Hi All, I try to rotate an object which is in the center of a cube toward the cube’s vertices using a virtual reality controller (if that object’s forward direction is ‘almost towards’ to the vertex). I’ve tried:
Quaternion lookRotation = Quaternion.LookRotation(dirTo);
gameObject.transform.rotation = lookRotation;
and I’ve tried multiply with a defined rotation uses
Quaternion fromToRotation = Quaternion.FromToRotation( gameObject.transform.forward, dirTo);
gameObject.transform.rotation *= fromToRotation;
but both have the problem: when I rotate the object toward ‘global y (up)’ from the original direction, it rotates an additional 90 degree around the y-axle (in all other cases it works well).
What is wrong with my solution or is there a simple method to avoid this behavior, or what is the best practice for this kind of problem? Thanks in advance!

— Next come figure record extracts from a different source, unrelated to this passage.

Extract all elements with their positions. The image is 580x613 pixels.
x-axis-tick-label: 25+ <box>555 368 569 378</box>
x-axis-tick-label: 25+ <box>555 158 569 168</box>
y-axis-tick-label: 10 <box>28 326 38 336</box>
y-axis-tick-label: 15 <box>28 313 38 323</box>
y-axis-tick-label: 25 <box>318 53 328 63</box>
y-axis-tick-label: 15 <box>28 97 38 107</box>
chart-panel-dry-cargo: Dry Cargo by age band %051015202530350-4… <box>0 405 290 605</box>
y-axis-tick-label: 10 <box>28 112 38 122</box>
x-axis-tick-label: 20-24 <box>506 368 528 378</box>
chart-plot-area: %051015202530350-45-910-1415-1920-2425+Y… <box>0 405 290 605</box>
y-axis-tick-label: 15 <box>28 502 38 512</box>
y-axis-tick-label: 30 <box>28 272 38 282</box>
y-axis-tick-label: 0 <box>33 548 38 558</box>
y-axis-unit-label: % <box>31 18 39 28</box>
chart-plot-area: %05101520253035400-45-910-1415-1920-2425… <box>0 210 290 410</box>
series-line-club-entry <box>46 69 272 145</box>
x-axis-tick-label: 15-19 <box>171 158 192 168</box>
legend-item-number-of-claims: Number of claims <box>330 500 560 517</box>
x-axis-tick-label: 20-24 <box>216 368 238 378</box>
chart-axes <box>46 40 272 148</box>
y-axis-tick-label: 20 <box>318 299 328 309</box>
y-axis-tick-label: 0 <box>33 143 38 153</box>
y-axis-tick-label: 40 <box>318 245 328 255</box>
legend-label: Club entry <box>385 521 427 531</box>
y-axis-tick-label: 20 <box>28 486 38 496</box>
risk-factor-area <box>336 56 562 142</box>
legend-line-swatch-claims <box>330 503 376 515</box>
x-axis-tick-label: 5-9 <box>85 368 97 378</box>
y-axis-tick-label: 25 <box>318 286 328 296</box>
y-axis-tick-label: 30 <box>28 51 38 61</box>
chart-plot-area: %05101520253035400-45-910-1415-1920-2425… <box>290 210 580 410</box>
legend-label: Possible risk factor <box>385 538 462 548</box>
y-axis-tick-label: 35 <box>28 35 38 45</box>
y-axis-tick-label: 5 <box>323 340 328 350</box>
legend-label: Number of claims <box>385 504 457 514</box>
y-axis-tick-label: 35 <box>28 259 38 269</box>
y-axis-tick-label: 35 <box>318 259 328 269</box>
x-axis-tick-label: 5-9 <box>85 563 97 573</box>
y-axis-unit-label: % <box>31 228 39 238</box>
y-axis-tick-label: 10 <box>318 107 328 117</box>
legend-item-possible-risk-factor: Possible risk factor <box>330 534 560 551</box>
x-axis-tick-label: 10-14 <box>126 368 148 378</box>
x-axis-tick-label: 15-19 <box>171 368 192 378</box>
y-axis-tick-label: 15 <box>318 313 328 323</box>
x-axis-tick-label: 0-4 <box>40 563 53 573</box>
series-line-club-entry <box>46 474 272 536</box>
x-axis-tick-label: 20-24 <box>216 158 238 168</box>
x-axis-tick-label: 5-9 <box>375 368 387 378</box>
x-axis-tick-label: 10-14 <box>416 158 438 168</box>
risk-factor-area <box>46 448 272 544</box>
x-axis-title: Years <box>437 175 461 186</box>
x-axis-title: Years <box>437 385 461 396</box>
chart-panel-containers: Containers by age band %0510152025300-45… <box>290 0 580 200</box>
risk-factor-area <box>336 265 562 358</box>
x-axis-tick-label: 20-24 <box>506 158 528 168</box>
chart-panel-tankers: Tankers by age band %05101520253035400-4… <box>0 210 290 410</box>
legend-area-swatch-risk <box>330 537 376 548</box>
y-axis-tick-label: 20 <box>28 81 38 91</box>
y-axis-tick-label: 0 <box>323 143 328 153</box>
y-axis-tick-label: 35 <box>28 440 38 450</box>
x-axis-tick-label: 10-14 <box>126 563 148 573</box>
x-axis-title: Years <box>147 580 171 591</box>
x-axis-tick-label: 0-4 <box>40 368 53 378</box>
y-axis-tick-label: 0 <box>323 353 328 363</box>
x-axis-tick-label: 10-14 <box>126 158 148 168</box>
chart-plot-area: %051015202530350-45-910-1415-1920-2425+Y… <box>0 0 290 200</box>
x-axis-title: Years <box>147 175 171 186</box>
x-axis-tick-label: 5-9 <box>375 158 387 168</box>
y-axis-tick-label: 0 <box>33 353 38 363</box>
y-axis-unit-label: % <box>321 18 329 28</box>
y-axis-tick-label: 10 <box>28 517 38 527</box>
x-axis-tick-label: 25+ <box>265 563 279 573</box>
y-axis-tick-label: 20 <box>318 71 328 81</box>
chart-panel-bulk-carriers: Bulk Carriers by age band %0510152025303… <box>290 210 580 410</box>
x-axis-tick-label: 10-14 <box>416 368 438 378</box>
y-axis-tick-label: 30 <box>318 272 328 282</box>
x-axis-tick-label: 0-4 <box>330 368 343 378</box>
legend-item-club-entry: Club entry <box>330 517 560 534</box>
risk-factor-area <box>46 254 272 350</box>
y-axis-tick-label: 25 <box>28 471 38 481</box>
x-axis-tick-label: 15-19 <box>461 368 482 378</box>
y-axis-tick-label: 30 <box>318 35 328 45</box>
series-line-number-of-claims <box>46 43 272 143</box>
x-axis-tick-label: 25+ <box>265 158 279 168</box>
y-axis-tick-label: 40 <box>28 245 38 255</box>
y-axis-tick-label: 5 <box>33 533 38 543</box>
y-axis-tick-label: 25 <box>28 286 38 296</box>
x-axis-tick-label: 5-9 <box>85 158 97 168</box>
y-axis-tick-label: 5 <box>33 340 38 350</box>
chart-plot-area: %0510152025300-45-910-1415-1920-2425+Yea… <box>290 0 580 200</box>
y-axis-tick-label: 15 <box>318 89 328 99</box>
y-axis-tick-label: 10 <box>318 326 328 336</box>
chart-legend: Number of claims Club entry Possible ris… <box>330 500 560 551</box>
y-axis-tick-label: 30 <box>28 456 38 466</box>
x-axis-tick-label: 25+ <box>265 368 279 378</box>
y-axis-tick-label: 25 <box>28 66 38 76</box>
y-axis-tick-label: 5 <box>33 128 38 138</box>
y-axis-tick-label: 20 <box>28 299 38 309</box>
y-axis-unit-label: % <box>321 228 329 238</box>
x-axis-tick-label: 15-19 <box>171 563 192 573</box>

Well your issue is that Quaternion.LookRotation does not take one argument but two. However the second argument is optional and when not manually provided it defaults to Vector3.up
. This upvector is used as a “hint” how the rotation should be rotated around your provided forward vector. In most cases using just Vector3.up gives a reasonable result. However if your forward axis points along the up vector (up or down) the orientation around that axis can not be determined.
Your approach with FromToRotation should work. However it seems a bit strange that you rotate the current “gameobject” but you use the forward direction of that “m_controlledObject”. Are the two objects related in any way?
Note that free rotation in 3d space can result to some odd results. Rotating around an arbitrary axis could change the orientation completely so you might end up with a slight roll around z as well. In many cases we want to keep the orientation somewhat parallel to the ground. Think of a usual FPS / camera setup. You can rotate 360° around y but only ±90 on the local x axis. The z rotation usually stays 0.
Quaternions can perform any arbitrary rotation in 3d space. If you just calculate the rotation between two directions you get a rotation that rotates from that direction directly to the other direction. The axis of rotation will be perpendicular to the plane the two vectors lie in. This is essentially what FromToRotation does.